Exercise prompt: Only the lines that hold "size" should be in the answer, each copied from the data below.
***** Exercise materials *****
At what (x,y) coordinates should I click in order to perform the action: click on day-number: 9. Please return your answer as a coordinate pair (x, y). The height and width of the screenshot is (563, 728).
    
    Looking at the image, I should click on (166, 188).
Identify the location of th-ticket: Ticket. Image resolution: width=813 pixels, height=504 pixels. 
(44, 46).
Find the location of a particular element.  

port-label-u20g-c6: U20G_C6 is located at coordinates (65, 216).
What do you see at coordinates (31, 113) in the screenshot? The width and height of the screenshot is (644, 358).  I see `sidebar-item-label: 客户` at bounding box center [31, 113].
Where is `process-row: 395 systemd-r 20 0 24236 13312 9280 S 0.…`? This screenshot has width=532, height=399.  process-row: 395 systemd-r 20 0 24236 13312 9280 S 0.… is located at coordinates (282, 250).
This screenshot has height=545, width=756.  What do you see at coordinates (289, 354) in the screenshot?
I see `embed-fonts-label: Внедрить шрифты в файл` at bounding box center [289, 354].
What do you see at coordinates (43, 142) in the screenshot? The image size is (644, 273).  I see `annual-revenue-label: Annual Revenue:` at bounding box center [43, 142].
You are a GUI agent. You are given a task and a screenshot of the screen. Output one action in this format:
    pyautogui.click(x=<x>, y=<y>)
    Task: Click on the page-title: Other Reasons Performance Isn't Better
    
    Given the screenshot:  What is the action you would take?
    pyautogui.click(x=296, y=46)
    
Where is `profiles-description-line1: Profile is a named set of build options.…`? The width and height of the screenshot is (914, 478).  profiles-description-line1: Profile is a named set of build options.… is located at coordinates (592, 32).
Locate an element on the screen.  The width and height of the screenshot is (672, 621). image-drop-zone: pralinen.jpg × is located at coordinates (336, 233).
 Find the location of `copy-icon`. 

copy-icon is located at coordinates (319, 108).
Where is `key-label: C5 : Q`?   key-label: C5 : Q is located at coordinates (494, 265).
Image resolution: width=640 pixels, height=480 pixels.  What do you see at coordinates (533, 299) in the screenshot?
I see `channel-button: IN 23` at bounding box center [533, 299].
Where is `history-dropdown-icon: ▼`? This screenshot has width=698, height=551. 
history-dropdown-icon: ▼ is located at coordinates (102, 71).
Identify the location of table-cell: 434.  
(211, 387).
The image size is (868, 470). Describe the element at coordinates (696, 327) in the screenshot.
*****
Finished exercise:
What do you see at coordinates (43, 142) in the screenshot? The image size is (644, 273).  I see `annual-revenue-label: Annual Revenue:` at bounding box center [43, 142].
The image size is (868, 470). Describe the element at coordinates (696, 327) in the screenshot.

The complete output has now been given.